I was clinically diagnosed with depression in 2011 to the dismay of my mother, who is under the self-righteous belief that depression is non-existent. In her eyes, I have merely been a weak, self-absorbed child who wasn’t hit enough. The fact that I am a 28-year-old woman doesn’t even faze her; in her eyes, I’m still a child. Time and time again, I’ve been told that I am selfish and ungrateful. As a result, my own subconscious has been reinforcing the same misconstrued belief. I am weak. I have made myself as weak as possible which has only resulting in me proving my mother right. For example, I never lifted anything that was more than maybe 20 pounds until I started training in December of 2011. I wasn’t allowed to. And how could I? I was weak. This has been the mindset I held for a very long time.

My weakness hasn’t been limited to simple physical stuff. As a kid I was told that if I cry, I was weak. If I trusted in friends, I was weak. If I surrendered to peer pressure, I was weak. If I fell in love, it was a measure of weakness. Everything about me was weak. So I didn’t cry instead retreating into seclusion. I choose to have as few friends as possible. With these ideas implanted into my childhood, I figured I was better off alone. Being a hermit meant I wouldn’t be hurt. Instead of feeling good about the empathy or compassion that I felt for the world around me, I became cold. Distant. Til this day I cry other over two incidents where I could have possible helped someone in need but instead my mother told me to look away. Everything I have become has only demonstrated how weak I truly am. I allowed myself to fall in love. I chose to leave my house and eave on campus and what did that get me? A sexual assault and a boyfriend who was afraid that I would kill myself if he left.  I chose to leave the security of my own house and family; I chose to leave the thing that was telling me that I was weak. I was weak because I didn’t learn how to support myself in many ways. And now as an adult, I often feel overwhelmed in a crash course of coping techniques.

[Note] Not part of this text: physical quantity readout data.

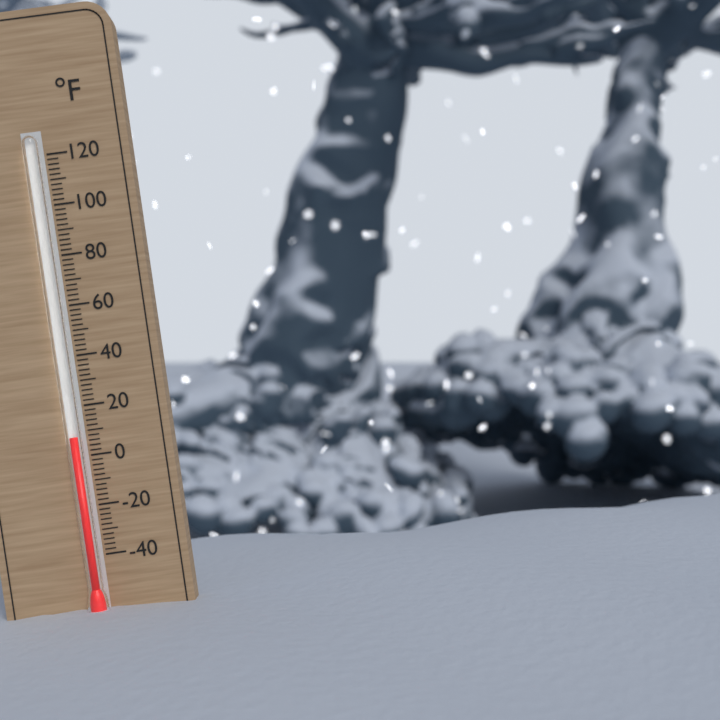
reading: 8 °F
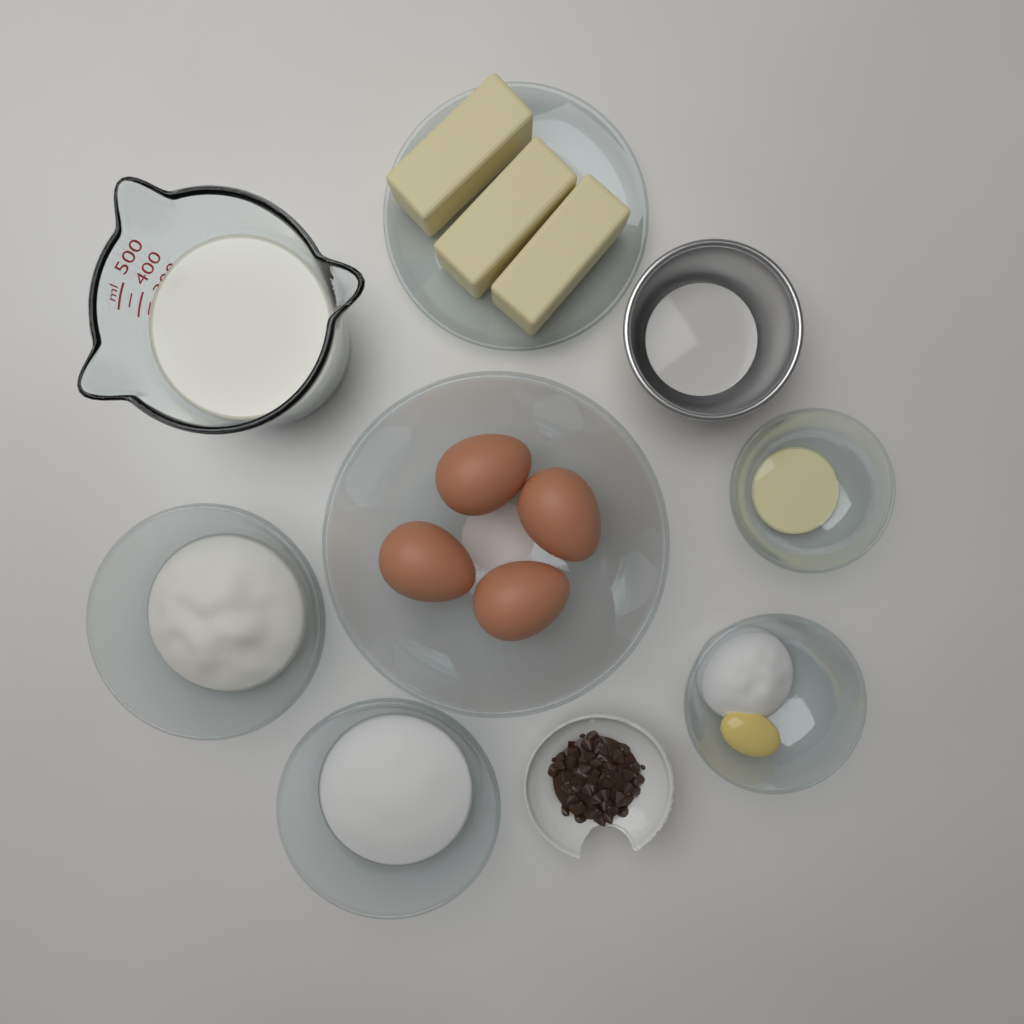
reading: 350 ml
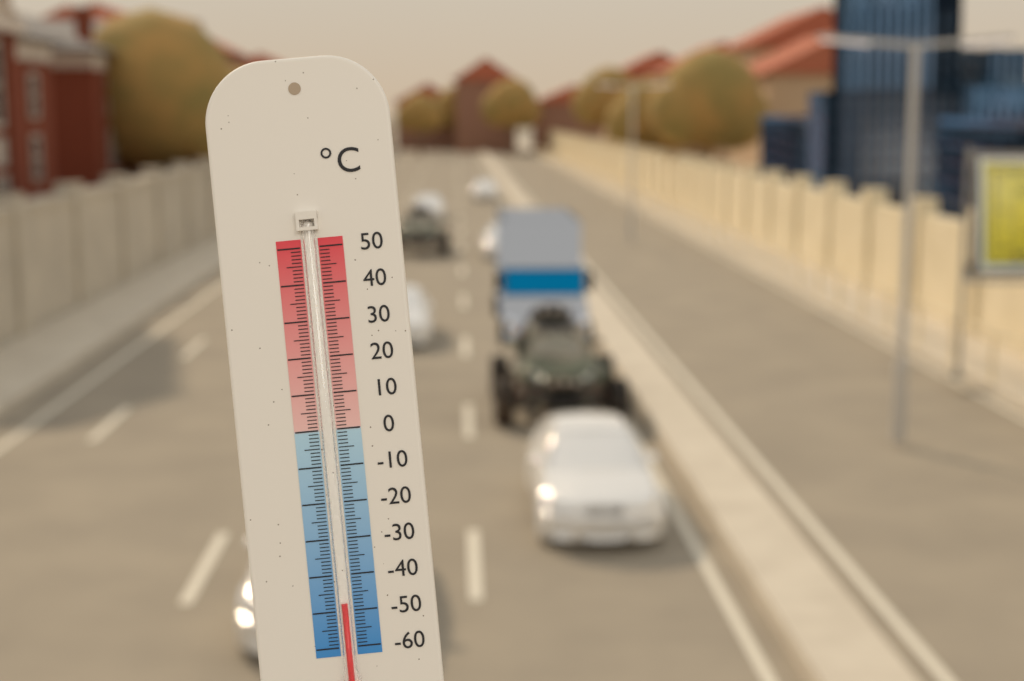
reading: -48 °C
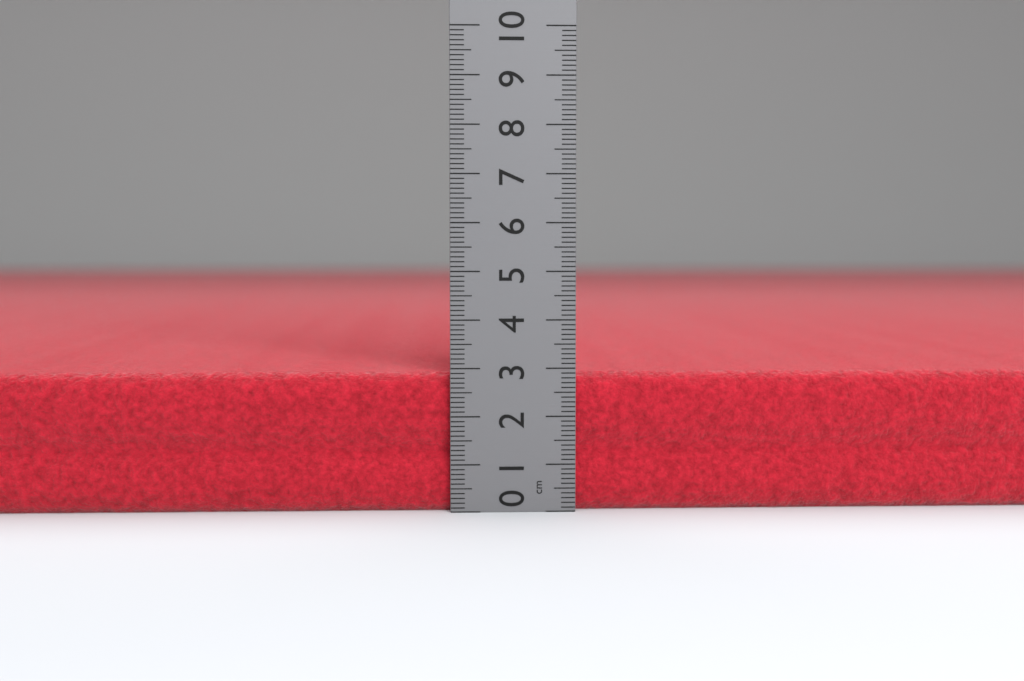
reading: 2.9 cm
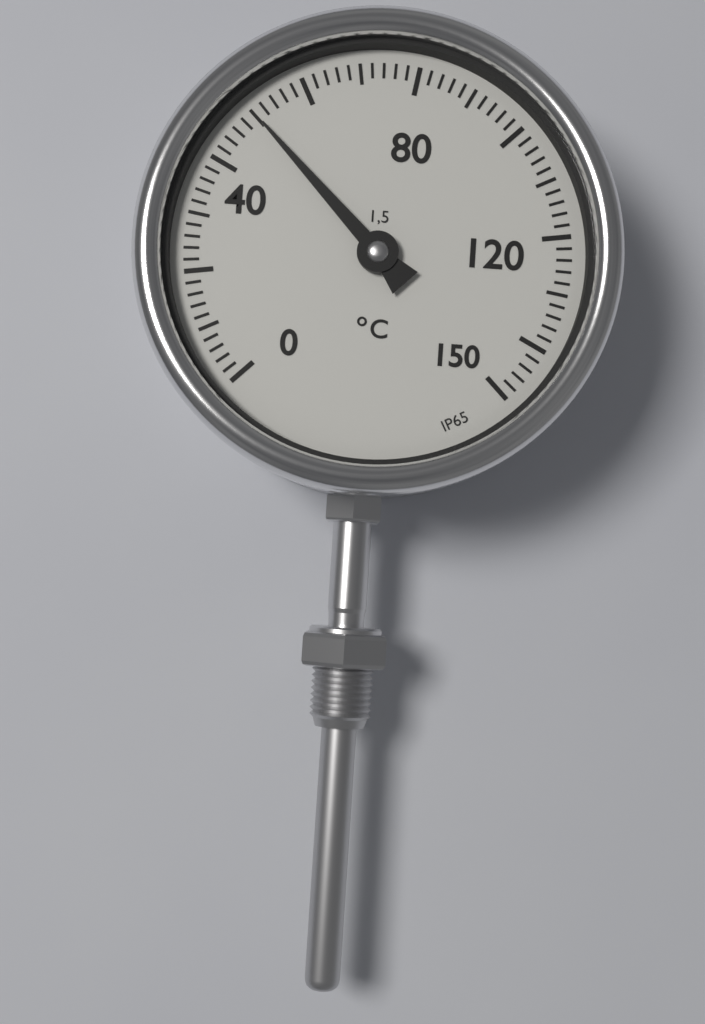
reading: 50 °C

In the midst of my weakness I decided to seek help. Not for me personally but for the relationship that I had with Kevin. While in therapy, my beliefs started to change and as my trainer would say, I fell out of alignment. I no longer cared whether Kevin and I survived in a relationship. I started questioning myself but I wasn’t ready to address anything other than my relationship with Kevin. The relationship ultimately ended. Instead of being “us” or “we,” it was now me. I was helpless and lost and plagued by this misalignment.

I didn’t know what was wrong was. I had gotten out of a relationship with a man who I had loved for 8 years (I still wonder if I loved him), we had a deceased child, and I had survived, a bit broken but still I survived. I had become stronger as I no longer felt that suicide was the only answer to every problem that I faced. But something or really someone kept scratching at one of my unhealed wounds.

Christopher was pestering with a question that I didn’t want to answer. Each time he asked, I felt my blood boil. I wanted to yell at him. But I didn’t. And this continued until he became frustrated with me. How could I admit to anyone that No. I didn’t deserve happiness. At least I didn’t think I did.

My misalignment lies in the fact that everyone does deserve happiness. Everyone deserves to be strong not just have fake smiles. Everyone means including me. I deserve to be happy.

Now I just have to believe it because my ability to heal from my weakness comes from knowing, that I will heal.